"I suppose when you marry you will give up the stage."
"I suppose so," she said, in a low voice.
"I should doubt," he said, with quite a dispassionate air, "your being able to play one part for a lifetime. You might get tired—and that would be awkward for your husband and yourself. I don't say anything about your giving up all your prospects, although I had great pride in you and a still greater hope. That is for your own consideration. If you think you will be happier—if you are sure you will have no regret—if, as I say, you think you can play the one part for a lifetime—well and good."
"And you are right," she said, bitterly, "to speak of me as an actress, and not as a human being. I must be playing a part to the end, I suppose. Perhaps so. Well, I hope I shall please my smaller audience as well as I seem to have pleased the bigger one."
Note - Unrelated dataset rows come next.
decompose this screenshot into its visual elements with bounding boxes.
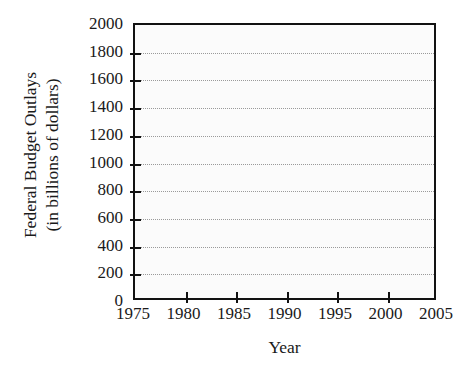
y-tick-1600 — [130, 80, 141, 82]
y-axis-title: Federal Budget Outlays (in billions of d… — [18, 20, 64, 290]
y-tick-1000 — [130, 164, 141, 166]
x-tick-1985 — [236, 292, 238, 303]
y-tick-label: 1000 — [61, 154, 123, 171]
y-axis-title-line-2: (in billions of dollars) — [41, 78, 63, 231]
gridline-1000 — [135, 164, 434, 165]
x-tick-label: 1985 — [206, 305, 262, 323]
x-tick-1980 — [186, 292, 188, 303]
x-tick-label: 1980 — [156, 305, 212, 323]
gridline-1400 — [135, 108, 434, 109]
x-axis-title: Year — [133, 337, 436, 357]
gridline-200 — [135, 274, 434, 275]
gridline-1600 — [135, 80, 434, 81]
y-tick-label: 1600 — [61, 70, 123, 87]
gridline-800 — [135, 191, 434, 192]
x-tick-2000 — [388, 292, 390, 303]
y-tick-1200 — [130, 136, 141, 138]
x-axis-tick-labels: 1975 1980 1985 1990 1995 2000 2005 — [133, 305, 436, 327]
gridline-1200 — [135, 136, 434, 137]
x-tick-1995 — [337, 292, 339, 303]
y-tick-label: 600 — [61, 209, 123, 226]
y-tick-600 — [130, 219, 141, 221]
y-tick-1400 — [130, 108, 141, 110]
x-tick-1990 — [287, 292, 289, 303]
x-tick-label: 1975 — [105, 305, 161, 323]
gridline-1800 — [135, 53, 434, 54]
y-tick-200 — [130, 274, 141, 276]
plot-area — [133, 23, 436, 300]
y-tick-label: 1400 — [61, 98, 123, 115]
chart-figure: 2000 1800 1600 1400 1200 1000 800 600 40… — [0, 0, 473, 379]
y-tick-label: 1800 — [61, 43, 123, 60]
y-axis-tick-labels: 2000 1800 1600 1400 1200 1000 800 600 40… — [61, 23, 123, 300]
gridline-600 — [135, 219, 434, 220]
y-tick-400 — [130, 247, 141, 249]
y-tick-label: 2000 — [61, 15, 123, 32]
x-tick-label: 1990 — [257, 305, 313, 323]
y-axis-title-line-1: Federal Budget Outlays — [19, 72, 41, 238]
x-tick-label: 2000 — [358, 305, 414, 323]
y-tick-label: 1200 — [61, 126, 123, 143]
gridline-400 — [135, 247, 434, 248]
y-tick-label: 200 — [61, 264, 123, 281]
x-tick-label: 1995 — [307, 305, 363, 323]
y-tick-label: 800 — [61, 181, 123, 198]
y-tick-800 — [130, 191, 141, 193]
x-tick-label: 2005 — [408, 305, 464, 323]
y-tick-label: 400 — [61, 237, 123, 254]
y-tick-1800 — [130, 53, 141, 55]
Then she altered her tone.
"I told you, papa, the other day of my having seen that child run over and brought back to the woman who was standing on the pavement."
"Yes," said he; but wondering why this incident should be referred to at such a moment.
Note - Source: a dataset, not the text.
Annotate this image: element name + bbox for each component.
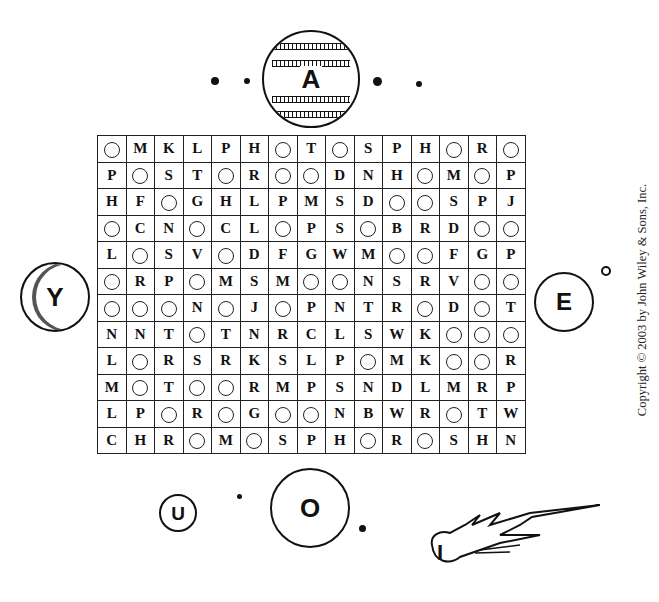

"I did not tell you the truth—at least the whole truth. When I walked away, what was I thinking of? I caught myself trying to recall the way in which the woman threw her arms up when she saw the dead body of her child, and I was wondering whether I could repeat it. And then I began to wonder whether I was a devil—or a woman."
"Bah!" said he. "That is a craze you have at present. You have had fifty others before. What I am afraid of is that, at the instigation of some such temporary fad, you will take a step that you will find irrevocable. Just think it over, Gerty. If you leave the stage, you will destroy many a hope I had formed; but that doesn't matter. Whatever is most for your happiness—that is the only point."
"And so you have given me your congratulations, papa," she said, rising. "I have been so thoroughly trained to be an actress that, when I marry, I shall only go from one stage to another."